By Lee Rainie Pew Research Center released a report on Nov. 29 analyzing the 21.7 million comments submitted online during the U.S. Federal Communications Commission’s open public comment period on net neutrality. Fight for the Future has raised concerns about some aspects of our report, two of which point out inaccuracies that do not change […]
Read a Q&A with Conrad Hackett, associate director of research and senior demographer at Pew Research Center, on estimating the European Muslim population.
The U.S. has more foreign students enrolled in its colleges and universities than any other country in the world.
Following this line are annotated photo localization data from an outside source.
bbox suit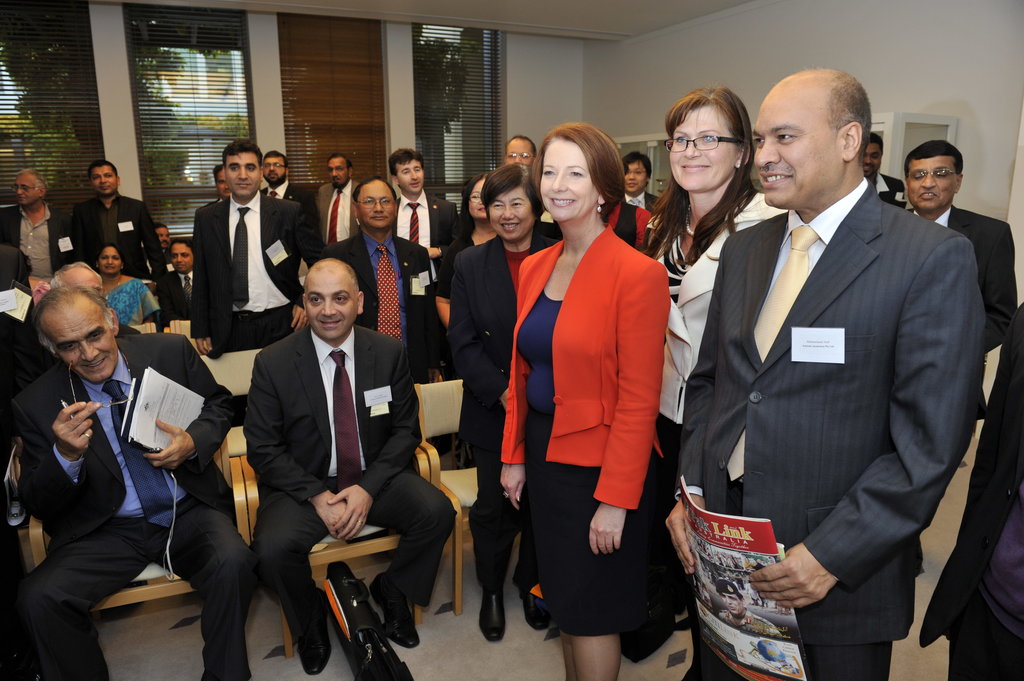
select_region(390, 192, 457, 293)
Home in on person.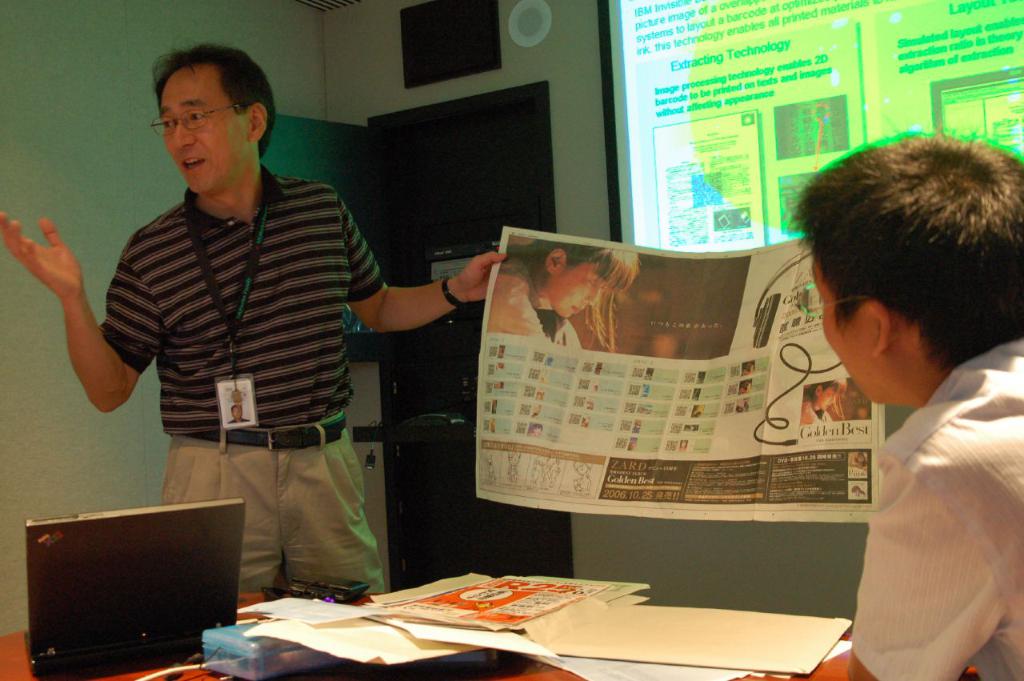
Homed in at crop(739, 360, 754, 376).
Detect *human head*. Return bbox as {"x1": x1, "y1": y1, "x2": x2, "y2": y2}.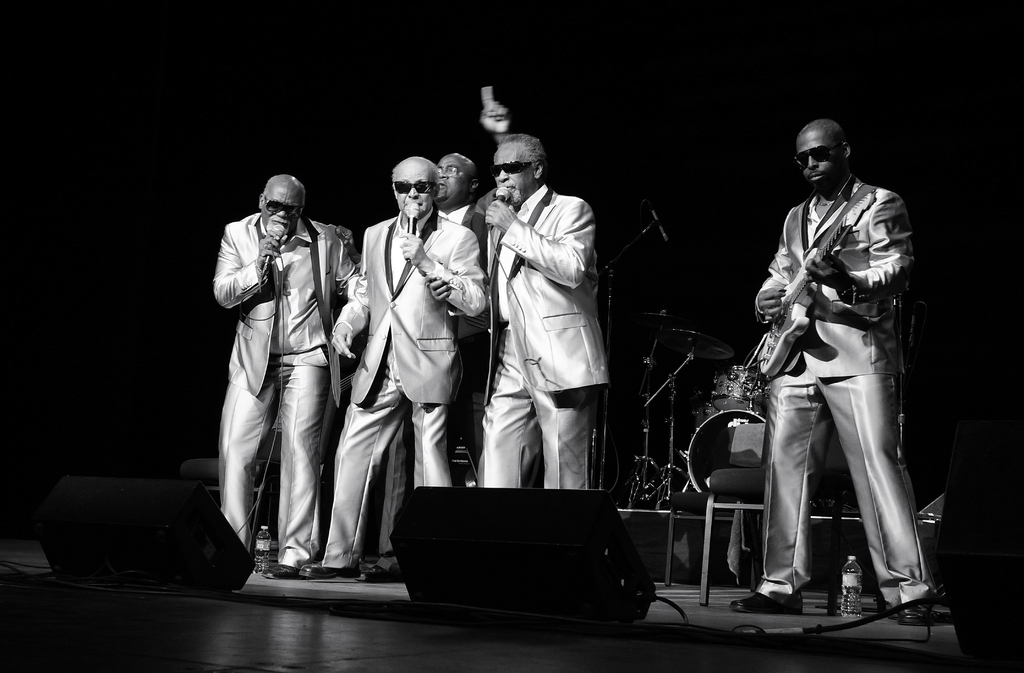
{"x1": 492, "y1": 137, "x2": 551, "y2": 201}.
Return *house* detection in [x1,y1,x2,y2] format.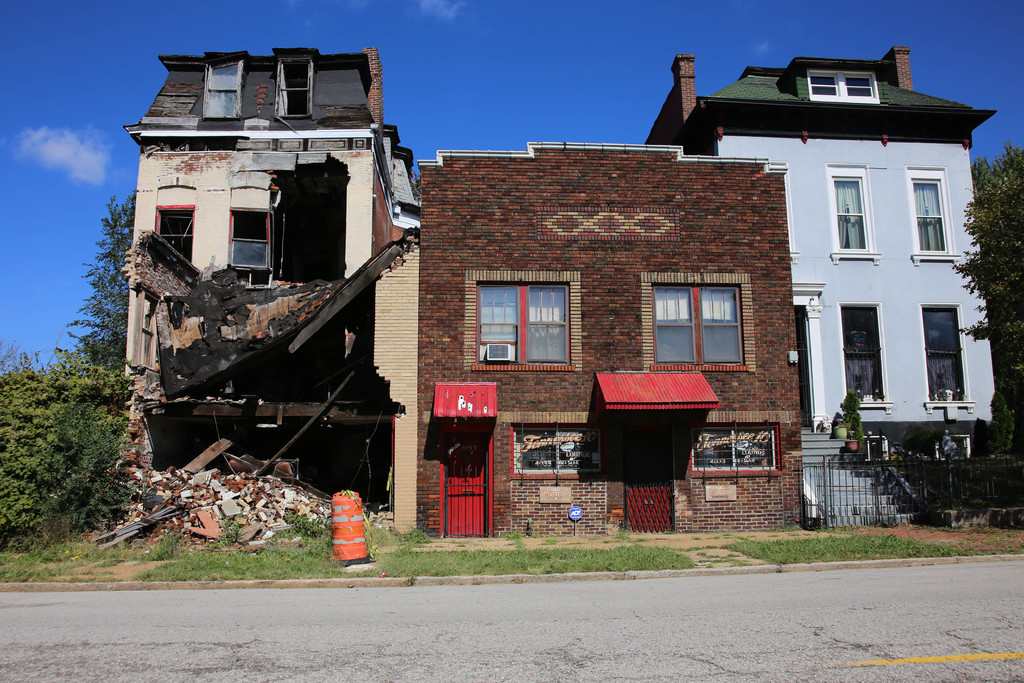
[420,145,803,531].
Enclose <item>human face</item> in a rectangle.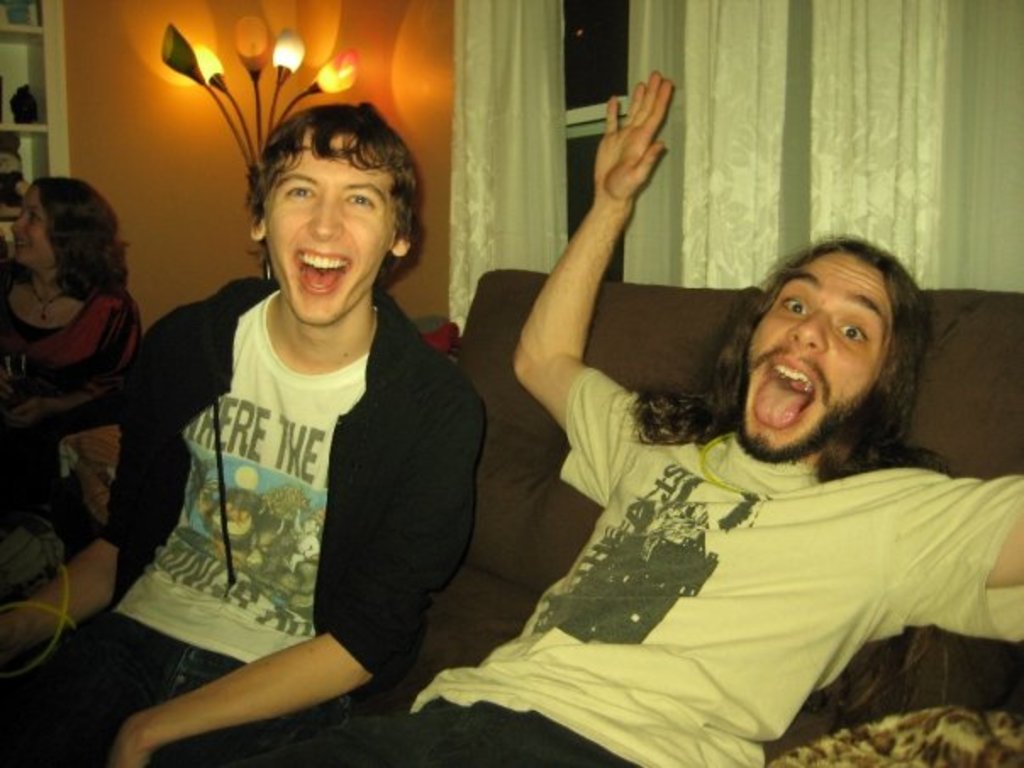
bbox=(264, 127, 395, 327).
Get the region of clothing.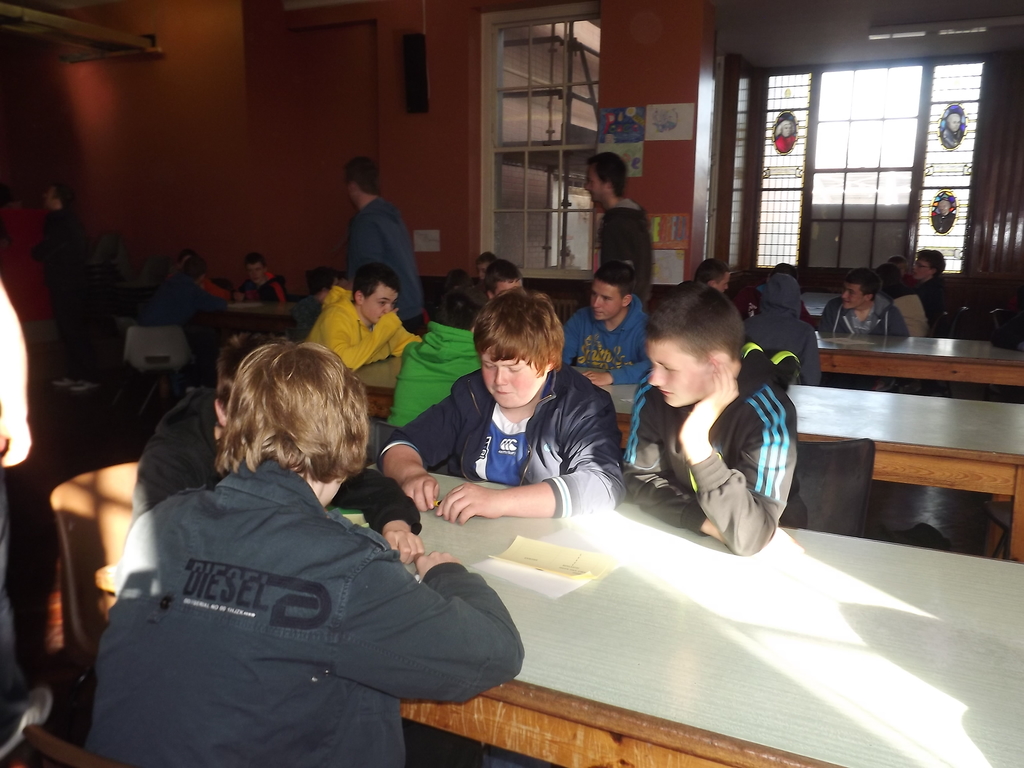
[372, 360, 636, 516].
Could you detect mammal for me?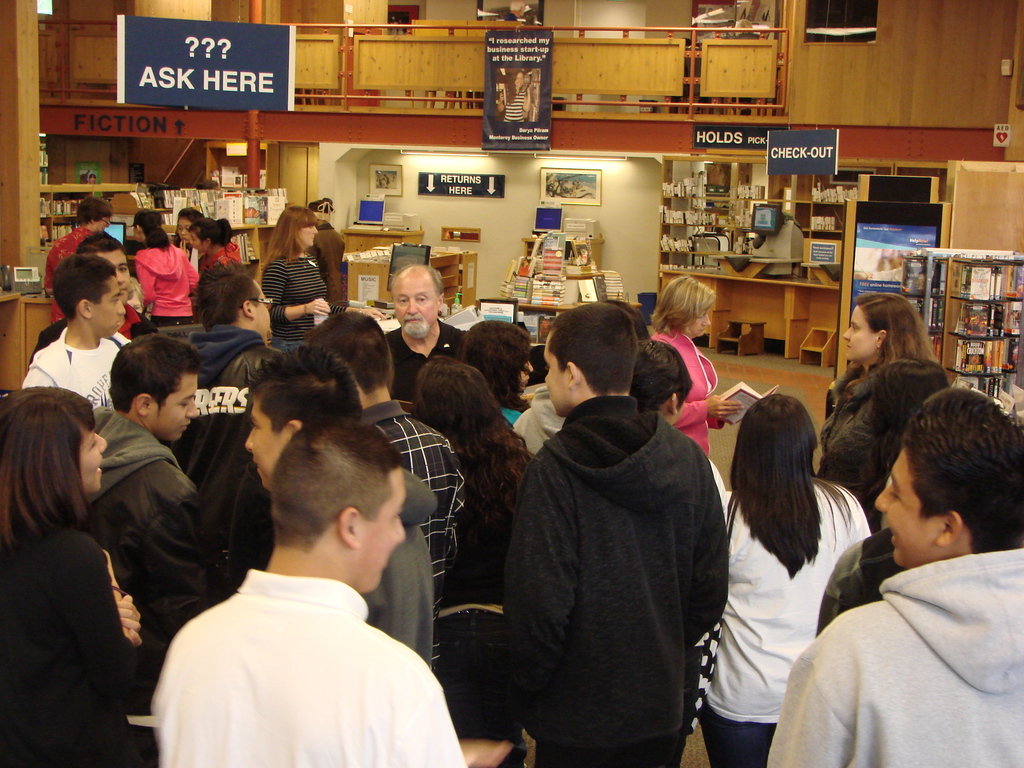
Detection result: region(300, 311, 474, 673).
Explore data about foreign students in the U.S. higher education system.
Establishing the interviewer’s perceived race or ethnicity is essential to understanding how it might affect the respondent’s answers to survey questions.
In this short video, Pew Research Center researchers explain how they overcame these obstacles to produce the Center’s wide-ranging new survey of 1,001 American Muslims.
While survey research in the United States is a year-round undertaking, the public’s focus on polling is never more intense than during the run-up to a presidential election.
A new telephone survey experiment finds that an opinion poll drawn from a commercial voter file produces results similar to those from a sample based on random-digit dialing.
An experiment comparing responses to 27 questions fielded on both a telephone and a web survey found no significant mode differences in overall opinion about Trump or many of his signature policy positions.